Backdrop, forking Drupal, and the next few weeks

There I was, earlier this week, talking about how you change can bring discomfort, and sometimes you have to ride that discomfort... and a number of high-ranking core Drupal developers go and fork core, in the Backdrop project. Me and my big mouth.

I've spent the past day or two trying to digest how I feel about this, and I'm still not sure. Mostly trepidatious, I suppose. Without looking more closely at the technical ins and outs, of course my first opinions will be formed by loyalties: to Drupal, to the developers I know personally, to the ways in which I code. But hopefully I'll be able to make a more well-informed, even pragmatic decision, by the time I really have to. Right now for me - as for most of the Drupal-site developers, as opposed to Drupal-core developers - it's not likely to make much of a difference to my day-to-day work, whatever it might do to my confidence in the long term.

Technical questions aside, then: I think what's most important in the next few weeks is that, whatever people's opinions on the subject, and however strongly they might be held, we should be kind to each other.

People will be jangly and on edge, on both sides of the fork (and in the middle too); offence will be far more easily taken than before; while you're obviously still at liberty to make this or that "hilarious" joke, you should ask yourself whether or not it's the right thing to do, based on how it might be interpreted. We say "stay for the community" because we pride ourselves on the way we accept newcomers, form professional ties, and accommodate alternative points of view.

Drupal has been forked, but - at least in the short term - its community need not fork as well. And if it ever has to in the future, then surely it would be the least bad scenario, were it to do so with mutual respect still held on all sides.

Comments

Stop rewriting core APIs!

I'm tired from the need to rewrite old sites which suddently become obsolete as their version is no longer supported. Most small sites simply won't upgrade. In this sense, backdrop has the potential to become a community lifesaver.
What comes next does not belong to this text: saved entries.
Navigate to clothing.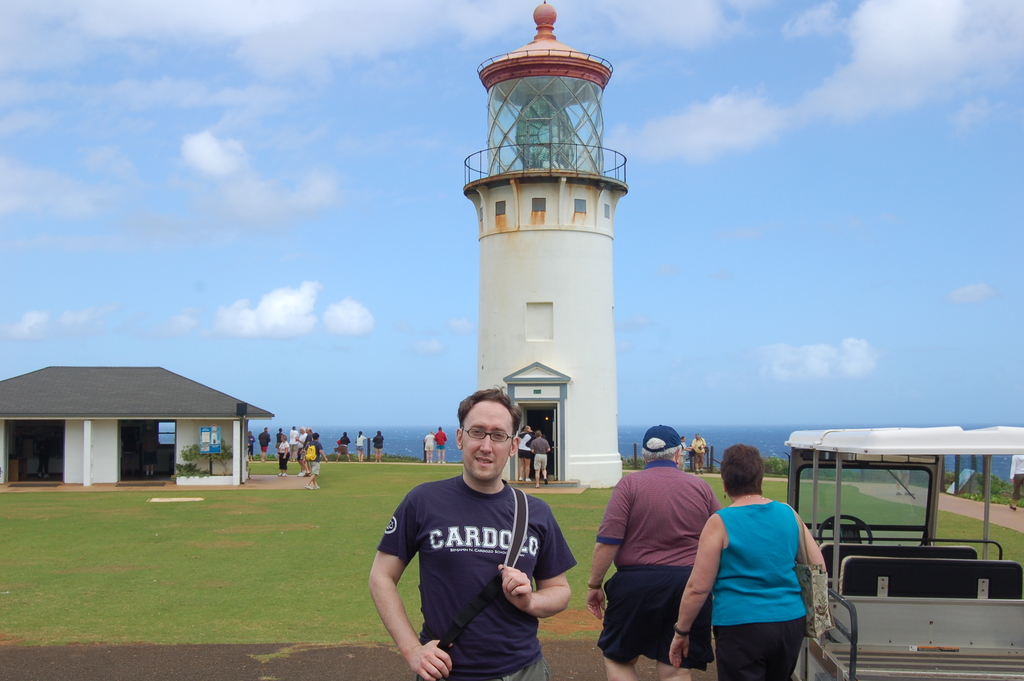
Navigation target: box=[356, 434, 365, 450].
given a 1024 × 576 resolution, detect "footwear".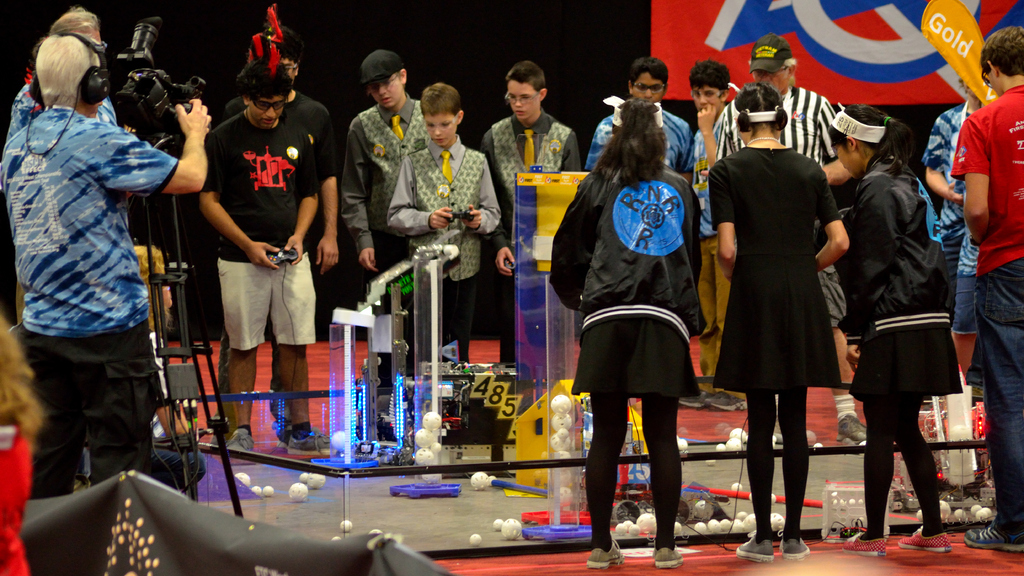
locate(703, 395, 750, 408).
I feel your pain, but core APIs get radically rewritten for every new Drupal version, because that's the only chance anyone has to rewrite them:

  • Drupal 6's core APIs were a big improvement on Drupal 5's
  • Drupal 7 brought CCK into core as the Field API, and completely rewrote the preprocessing layer; the APIs had to change to accommodate these
  • Drupal 8 proposes to bring in Symfony: given that's happening, there's little point in it unless you also rewrite core APIs, especially to junk Drupal-isms in favour of Symfony-isms

Maybe there's a separate argument to be had, though: that not enough of the community was consulted on the big changes; or that even if they were consulted, their gut feelings were too often overridden with logic that ignored the fact that every Drupal code change must be backed up by a willing community change. If that's what's happened, then you have a point!

Jesse Beach at Acquia expresses similar sentiments in this blogpost:

https://www.acquia.com/blog/drupal-will-not-be-ugly-we-will-not-punish-dissent

It's good to hear this sentiment of inclusivity being expressed by others, including a mention in Dries' keynote.